When we really know something, when we have an insight of Gnosis we
must guard it. No one or no thing else is going to do it for us. The thrust
of the world is to make us sleepy, make us forget that we ever had a transformative
insight. Many social and psychological forces may encourage us to discount
or deny it. However, in guarding our Gnosis, we must also guard against
the tendency to get trapped by egotistical self-righteousness and
an Im right and your wrong mentality. The insights of Gnosis are a personal
treasure and have nothing to do with who is right and who is wrong. The
Templars guarded themselves aginst this ego-inflation by beginning each
day with the following verse: not unto me, O Lord, not unto me, but unto
thy name be the glory.
This guarding of the Treasure of the Gnosis takes place on both a personal
and a collective level.
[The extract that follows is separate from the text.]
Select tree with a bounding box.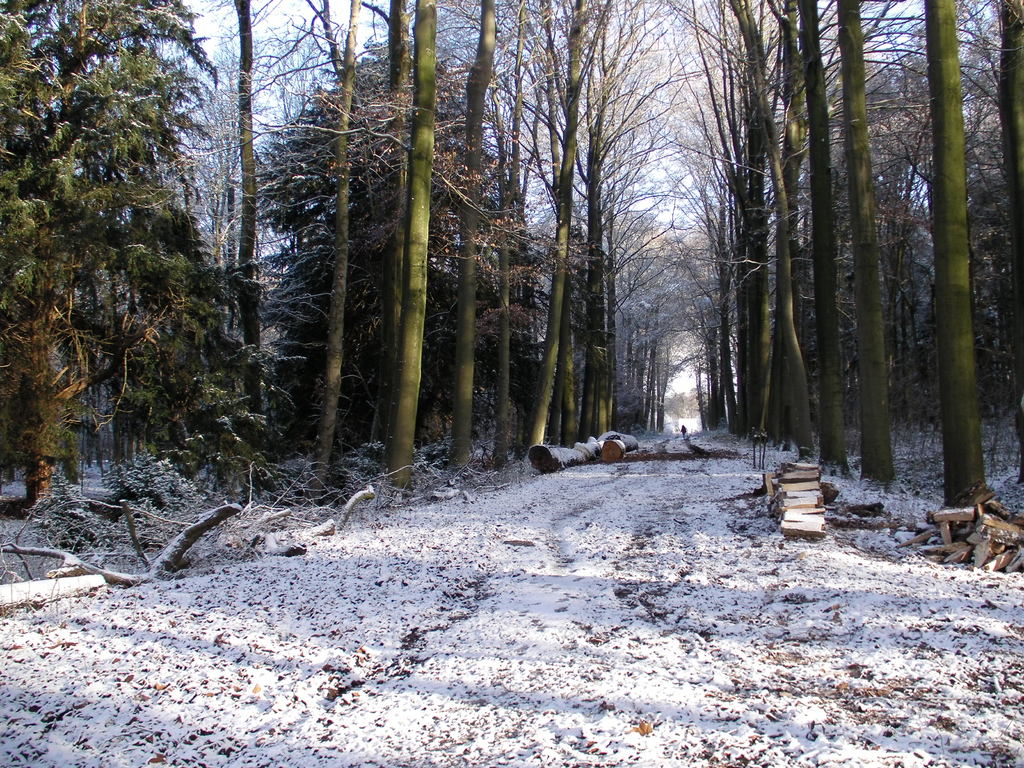
[left=425, top=0, right=507, bottom=492].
The Templars banking activity grew out of the practice
of guarding the wealth of those on pilgrimage to the Holy Land from thieves
and brigands who lined the road to Jerusalem and delivering it safely to
the pilgrims at the end of their journey. Even so, as a Church we have
a role in guarding and enhancing the spiritual wealth of our Gnostic community,
as we each make our pilgrimage back to the Light.
The historical role of the Templars was to guard the way of pilgrims
on their way to Jerusalem, the Holy Land. In their spiritual role they
were the guardians of an esoteric stream of Gnosis, the knowledge of the
truth that sets free that can show us the way to the Heavenly Jerusalem,
that can guard us from the spiritual thieves and brigands, the archons
of this world, that attempt to steel our treasure of Gnosis.
We are Knights of the Temple, the Knights of this Temple of the Gnosis.
We have left the many of this world to stand alone and to stand with an
invisible fellowship with which we have united ourselves in spirit, as
we unite with a fellowship of Gnostics who exist everywhere, in every creed
and race. We are guardians of a very sacred way, the holy road to the Heavenly
Jerusalem. This is ours to guard and defend that the way of the Gnosis,
that the road of the truth that sets free may remain open to the lost
and exiled pilgrims of this world. In this way we take up our crosses as
images of that Cross of Light which is the blazon of our way back to the
Light that is the place of our true inheritance and our True Home.